Put configuration files (dot files) into the version control system.
To use saved files just create symbolic links to them.
This tool provides you with all the required automation by a single command.
Dot tool iterates over the current directory (including subdirectories) and creates symbolic links from ${HOME} to all files inside the current directory.
Source, target directories can be paramerized, HOME is the reasonable default.
Backup files will be generated before the creation of symbolic links (to preserve the existing content of the files that may be different than those you want to link).
No specific layout (directory structure) or additional configuration files are required, just run the program inside the directory which contains your dot files.
dot link
- Put the binary (latest release) under PATH
- Use it from any directory (from your git repository or any other folder)
You must have additional privileges to create symbolic links. You can set permissions here:
Configuration \ Windows Settings \ Security Settings \ Local Policies \ User Rights Assignment\ Create symbolic links
By default Administrator can create symbolic links. Make sure you run Git bash as an administrator.
- This implementation supports the simplest scenario to create symlinks, restore a regular file, and creating backup files before any symlink is introduced.
- The composition of settings for different operation systems/platforms/devices can be done manually.
common unix settings
ubuntu settings
mac settings
Corresponding settings can be versioned in separate directories as you like and after that, you can call this tool manually from the selected directories. - Links will be created only for files not for directories, all missing parent directories will be created.
nested directory example
Run the tool inside the dotfiles directory. - There is no goal to reimplement inside this tool some functionality of the version control system (to add/remove tracked files, checking changes, etc), or ansible (to distribute files across multiple devices/instances).
- You can try to use this tool for system files (/etc/something) using --target parameter if you have corresponding permissions to write to the target directory.
- There is no intent to introduce extensive configuration settings,
because in that case, it's easier to use a generic programming language and implement all required functionality using it.
There is no profit to have just another indirection level for coping files, creating symbolic links, etc.
- missing-semester-course
- dotfiler
- dotfiles
- homesick
- dotfiles.github
- atlassian.dotfiles bare git repo (nice, but it is hard to use dotfiles that are splitted into different repositories)
- stow (nice, but
a) I found it too late;
b) there is no backup functionality;
c) I wanted an interface that as simple as possible to cover the default case;
d) stow has a little bit different ideology, for example about tree-folding.
Why tree-folding (symlinks for the directory) is not implemented within this tool:
the common and specific settings like overrides\extensions\customizations can be stored in different directories\repositories while they are using the same directory structure.
In that case we have more than one target directory (with the base settings, with overrides\extensions) and that's why it's not possible to figure out what target directory should be used for the symbolic link. - lndir cannot handle relative directories, user experience is not so nice (not informative errors)
- chezmoi too complicated for such trivial task, for multiple machines it's easier to have different folders (extract different parts and link it separately), than to have templates and code inside it (because it's hard to support files with multiple conditional statements inside it for different platforms).
- dotbot too complicated + config is required
Thanks to all of these projects for the idea!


EXERCISE GOAL ▸
Give back the full data, retyped precisely.

+--

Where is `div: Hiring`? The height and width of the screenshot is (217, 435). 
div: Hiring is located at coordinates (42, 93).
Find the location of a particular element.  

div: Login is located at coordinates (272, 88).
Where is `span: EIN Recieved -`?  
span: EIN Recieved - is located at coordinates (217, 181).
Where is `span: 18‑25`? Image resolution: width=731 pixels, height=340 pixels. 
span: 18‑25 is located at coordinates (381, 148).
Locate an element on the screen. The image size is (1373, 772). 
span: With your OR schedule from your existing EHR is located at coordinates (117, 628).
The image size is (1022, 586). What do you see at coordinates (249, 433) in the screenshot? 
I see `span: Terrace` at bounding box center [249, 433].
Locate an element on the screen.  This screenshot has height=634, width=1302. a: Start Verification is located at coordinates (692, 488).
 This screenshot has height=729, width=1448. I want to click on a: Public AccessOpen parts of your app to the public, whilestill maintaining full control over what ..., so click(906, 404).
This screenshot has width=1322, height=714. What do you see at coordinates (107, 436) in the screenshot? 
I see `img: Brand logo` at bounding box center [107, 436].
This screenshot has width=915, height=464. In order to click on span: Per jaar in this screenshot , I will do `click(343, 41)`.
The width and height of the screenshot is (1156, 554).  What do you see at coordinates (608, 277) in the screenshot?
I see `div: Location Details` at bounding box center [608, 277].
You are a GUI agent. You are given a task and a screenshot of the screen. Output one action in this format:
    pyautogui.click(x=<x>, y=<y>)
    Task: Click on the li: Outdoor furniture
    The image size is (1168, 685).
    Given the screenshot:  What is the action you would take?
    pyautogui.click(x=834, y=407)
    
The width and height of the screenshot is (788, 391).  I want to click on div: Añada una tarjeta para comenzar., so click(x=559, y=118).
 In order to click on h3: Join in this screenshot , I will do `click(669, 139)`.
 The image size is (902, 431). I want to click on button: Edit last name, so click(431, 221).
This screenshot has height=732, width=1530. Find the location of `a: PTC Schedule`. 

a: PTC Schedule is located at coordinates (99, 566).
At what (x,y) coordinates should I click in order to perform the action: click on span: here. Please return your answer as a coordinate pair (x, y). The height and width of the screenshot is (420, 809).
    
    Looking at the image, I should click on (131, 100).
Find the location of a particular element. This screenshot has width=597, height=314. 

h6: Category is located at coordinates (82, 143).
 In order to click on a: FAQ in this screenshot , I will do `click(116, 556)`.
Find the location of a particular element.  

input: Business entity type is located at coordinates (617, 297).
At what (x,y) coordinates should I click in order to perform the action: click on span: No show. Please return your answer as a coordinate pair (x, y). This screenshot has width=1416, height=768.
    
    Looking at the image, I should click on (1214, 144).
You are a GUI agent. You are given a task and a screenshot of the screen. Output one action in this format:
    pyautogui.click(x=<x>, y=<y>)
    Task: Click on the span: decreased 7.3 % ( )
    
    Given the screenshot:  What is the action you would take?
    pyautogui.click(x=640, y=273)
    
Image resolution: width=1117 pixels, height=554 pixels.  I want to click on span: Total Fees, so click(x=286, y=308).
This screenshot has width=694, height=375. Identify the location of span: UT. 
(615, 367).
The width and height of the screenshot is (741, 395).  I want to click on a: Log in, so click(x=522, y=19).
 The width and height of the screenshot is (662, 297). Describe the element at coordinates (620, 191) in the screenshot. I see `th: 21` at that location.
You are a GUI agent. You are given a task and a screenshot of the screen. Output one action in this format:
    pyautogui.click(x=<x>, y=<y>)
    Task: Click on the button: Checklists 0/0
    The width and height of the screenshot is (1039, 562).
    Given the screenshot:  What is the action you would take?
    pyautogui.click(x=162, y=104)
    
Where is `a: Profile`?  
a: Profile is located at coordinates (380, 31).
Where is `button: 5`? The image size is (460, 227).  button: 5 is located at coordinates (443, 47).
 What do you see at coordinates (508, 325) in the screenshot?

+--

OUTPUT ▸
Where is `div: Hiring`? The height and width of the screenshot is (217, 435). 
div: Hiring is located at coordinates (42, 93).
Find the location of a particular element.  

div: Login is located at coordinates (272, 88).
Where is `span: EIN Recieved -`?  
span: EIN Recieved - is located at coordinates (217, 181).
Where is `span: 18‑25`? Image resolution: width=731 pixels, height=340 pixels. 
span: 18‑25 is located at coordinates (381, 148).
Locate an element on the screen. The image size is (1373, 772). 
span: With your OR schedule from your existing EHR is located at coordinates (117, 628).
The image size is (1022, 586). What do you see at coordinates (249, 433) in the screenshot? 
I see `span: Terrace` at bounding box center [249, 433].
Locate an element on the screen.  This screenshot has height=634, width=1302. a: Start Verification is located at coordinates (692, 488).
 This screenshot has height=729, width=1448. I want to click on a: Public AccessOpen parts of your app to the public, whilestill maintaining full control over what ..., so click(906, 404).
This screenshot has width=1322, height=714. What do you see at coordinates (107, 436) in the screenshot? 
I see `img: Brand logo` at bounding box center [107, 436].
This screenshot has width=915, height=464. In order to click on span: Per jaar in this screenshot , I will do `click(343, 41)`.
The width and height of the screenshot is (1156, 554).  What do you see at coordinates (608, 277) in the screenshot?
I see `div: Location Details` at bounding box center [608, 277].
You are a GUI agent. You are given a task and a screenshot of the screen. Output one action in this format:
    pyautogui.click(x=<x>, y=<y>)
    Task: Click on the li: Outdoor furniture
    The image size is (1168, 685).
    Given the screenshot:  What is the action you would take?
    pyautogui.click(x=834, y=407)
    
The width and height of the screenshot is (788, 391).  I want to click on div: Añada una tarjeta para comenzar., so click(x=559, y=118).
 In order to click on h3: Join in this screenshot , I will do `click(669, 139)`.
 The image size is (902, 431). I want to click on button: Edit last name, so click(431, 221).
This screenshot has height=732, width=1530. Find the location of `a: PTC Schedule`. 

a: PTC Schedule is located at coordinates (99, 566).
At what (x,y) coordinates should I click in order to perform the action: click on span: here. Please return your answer as a coordinate pair (x, y). The height and width of the screenshot is (420, 809).
    
    Looking at the image, I should click on (131, 100).
Find the location of a particular element. This screenshot has width=597, height=314. 

h6: Category is located at coordinates (82, 143).
 In order to click on a: FAQ in this screenshot , I will do `click(116, 556)`.
Find the location of a particular element.  

input: Business entity type is located at coordinates (617, 297).
At what (x,y) coordinates should I click in order to perform the action: click on span: No show. Please return your answer as a coordinate pair (x, y). This screenshot has width=1416, height=768.
    
    Looking at the image, I should click on (1214, 144).
You are a GUI agent. You are given a task and a screenshot of the screen. Output one action in this format:
    pyautogui.click(x=<x>, y=<y>)
    Task: Click on the span: decreased 7.3 % ( )
    
    Given the screenshot:  What is the action you would take?
    pyautogui.click(x=640, y=273)
    
Image resolution: width=1117 pixels, height=554 pixels.  I want to click on span: Total Fees, so click(x=286, y=308).
This screenshot has width=694, height=375. Identify the location of span: UT. 
(615, 367).
The width and height of the screenshot is (741, 395).  I want to click on a: Log in, so click(x=522, y=19).
 The width and height of the screenshot is (662, 297). Describe the element at coordinates (620, 191) in the screenshot. I see `th: 21` at that location.
You are a GUI agent. You are given a task and a screenshot of the screen. Output one action in this format:
    pyautogui.click(x=<x>, y=<y>)
    Task: Click on the button: Checklists 0/0
    The width and height of the screenshot is (1039, 562).
    Given the screenshot:  What is the action you would take?
    pyautogui.click(x=162, y=104)
    
Where is `a: Profile`?  
a: Profile is located at coordinates (380, 31).
Where is `button: 5`? The image size is (460, 227).  button: 5 is located at coordinates (443, 47).
 What do you see at coordinates (508, 325) in the screenshot?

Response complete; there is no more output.